The Monkey will be R-rated, but Perkins has been thinking about it as the kind of movie you see too early as a kid — the way he saw The Amityville Horror and Salem’s Lot on the TV with his babysitter. Childhood’s a hugely impressionable time, even when you’re not being brought on the set of Psycho II to re-create the abusive early years of a murderous character played as an adult by your own father. Perkins has been considering that from the side of a parent now, especially since he gave his own teenage daughter small parts in Longlegs and The Monkey, more as a shared activity than a way of introducing her to acting. “I think for her, there’s a certain normalcy to it that I also felt, which is that some people’s dads are mechanics, some people’s dads are stockbrokers, and some people’s dads direct movies,” he says. “As my daughter would say, it’s not that deep.” He’s even been dabbling in acting again himself, turning up in bit parts in Nope and in the episode of the Peele-produced reboot of The Twilight Zone that Perkins directed. He’s at home in the genre, and while his next movie doesn’t have to be horror, he thinks it probably will be. “I don’t like upsetting anybody,” he says, “but I think horror presents the best opportunity for the full range of imagination,” containing “everything that we don’t understand, everything that we can’t see, everything that we don’t know, everything that lies beyond.”
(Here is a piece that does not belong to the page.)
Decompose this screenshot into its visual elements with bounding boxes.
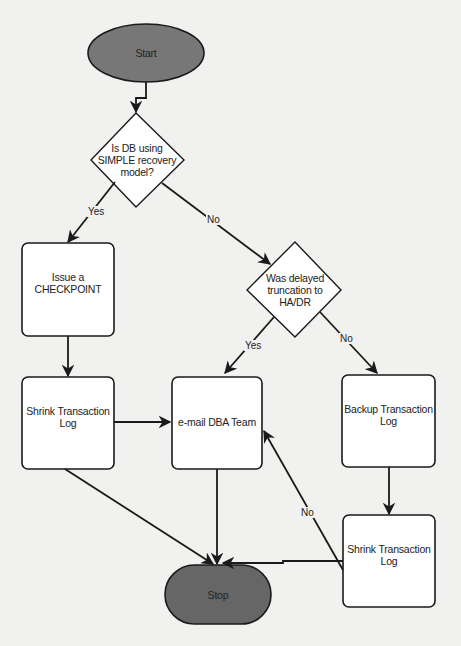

We pry ourselves off the low marble stools and walk over to the grave of Maila Nurmi, better known as Vampira, a pioneering horror-movie host in the ’50s who also starred in Ed Wood’s Plan 9 From Outer Space. Someone’s left what looks like fan art featuring the character on her tombstone, which is low to the ground and modest by Mickey Rooney standards but is nevertheless emblazoned with a sketch of Nurmi in her signature black mermaid dress. Perkins props it up next to her name and smiles. “She was a friend of my dad’s, early on in Hollywood,” he says. “And I just think this sort of sexy-horror kitsch is really great. It’s a happy coagulating of different ideas.”